To celebrate the long-awaited DVD and Blu-ray release of her trilogy, Spheeris, 69, will be on hand for Friday's and Saturday's screenings at Hollywood Theatre.
WW: These films aren't exactly underground secrets. Why did it take so long to get a DVD release?
Penelope Spheeris: I was afraid I wasn't gonna do it right. Having been in the Hollywood film business for a long time, I was so skeptical. This is my life's work. I've only got one shot. It never would have happened without my daughter [Anna Fox]. Five years ago, we discovered that she had a drug problem. She totaled a car with one of her kids in it, and she tried to get her shit together for a year or so after that. I said, "You need to come to work for me." And she said, "OK, but only if we do the Decline movies first."
Punk singer Alice Bag said she "didn't immediately trust" you and called you "an outsider to the scene." Did you encounter a lot of pushback?
There wasn't everybody filming like there is now.
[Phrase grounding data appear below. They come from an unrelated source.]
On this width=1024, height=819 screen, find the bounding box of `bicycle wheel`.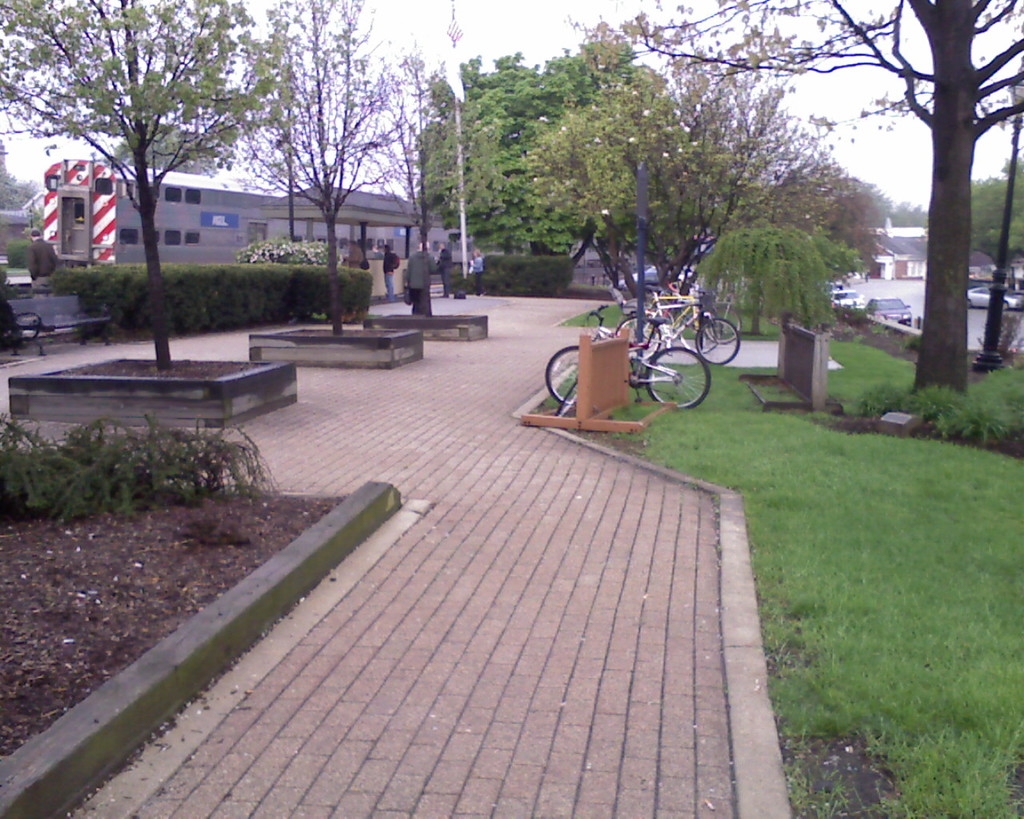
Bounding box: [left=611, top=318, right=664, bottom=359].
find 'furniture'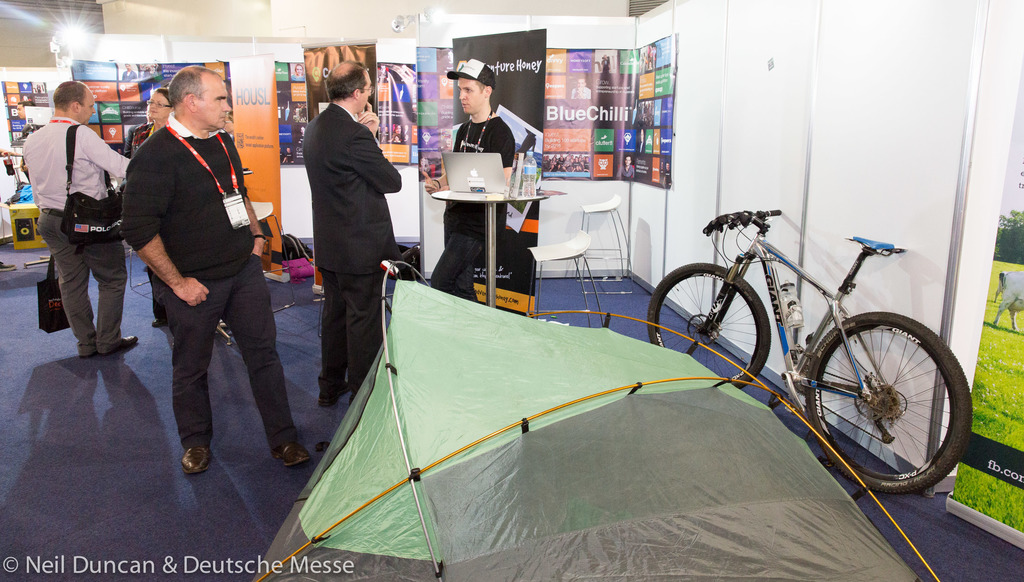
(525,231,607,326)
Everybody's got their iPhone. It's not like anybody could say, "I would rather have so and so film it," because nobody else was doing it.
Decline II is hilarious, albeit in a tragic way. Did you want to make a comedy?
No, I didn't. The only reason it's funny is because I wasn't paying for it. I didn't have any money back then. I was totally fucking broke until I was 45 years old, when I did Wayne's World. I had to depend on someone else to pay for it. I probably would have edged more toward the thrash or hardcore scene at that point, but [producers Jonathan Dayton and Valerie Faris] really wanted it to be hair bands.
All three films are dominated by men—horny, drunk young men who have ugly opinions about women. Did you ever feel uncomfortable with all the misogyny?
Pat Smear in the first Decline says, "I don't like girls," but I think he says it as a joke. The time of that first Decline, I think, was very liberating for women. It was the first time I saw women dressing in combat boots and cutting their hair down to one inch and not giving a shit about their makeup. Decline II stands out as just being downright disgustingly misogynistic, and that's the way that time was. The groupies subscribed to it, and the guys went along with it. That's just what you did.
While you were making Wayne's World and Black Sheep, did you know you'd return to the Decline series?
I did know instinctively that doing the documentaries was more gratifying. But you get caught up in all that Hollywood crap. I'm actually really glad I had a movie [1998's Senseless] that didn't do so well. As a woman, once you have a movie that doesn't do well, that's it. But that was fine with me. I went, "You know what, why don't I just use this money I made to make my own documentary," which was Decline III. Then I couldn't get it distributed.
What happened?
I couldn't get any distribution. I was only offered deals where I would have to give up the rights to the first two movies. And I wasn't gonna do that. So I said, "OK, fine, it doesn't get distribution." I felt terrible. That's the movie of my whole career that I love the most, and I wasn't able to get it seen.
There's sadness and so much substance abuse through all three films. Was it hard filming people who were clearly bent on self-annihilation?
Even though I'm not traditionally religious, I always say, "God's in charge of life and death." Yes, sometimes—as a mother—I wanted to say, "Don't do that, you're gonna hurt yourself." But I never thought, "This guy's gonna die." I don't know who the hell's gonna die and who's gonna live. I can't believe I'm still alive.
SEE IT: The Decline of Western Civilization trilogy screens at Hollywood Theatre, 4122 NE Sandy Blvd., hollywoodtheatre.org, at 7:30 pm Friday (Part II) and Saturday (Parts I and III), Aug. 7-8. $8.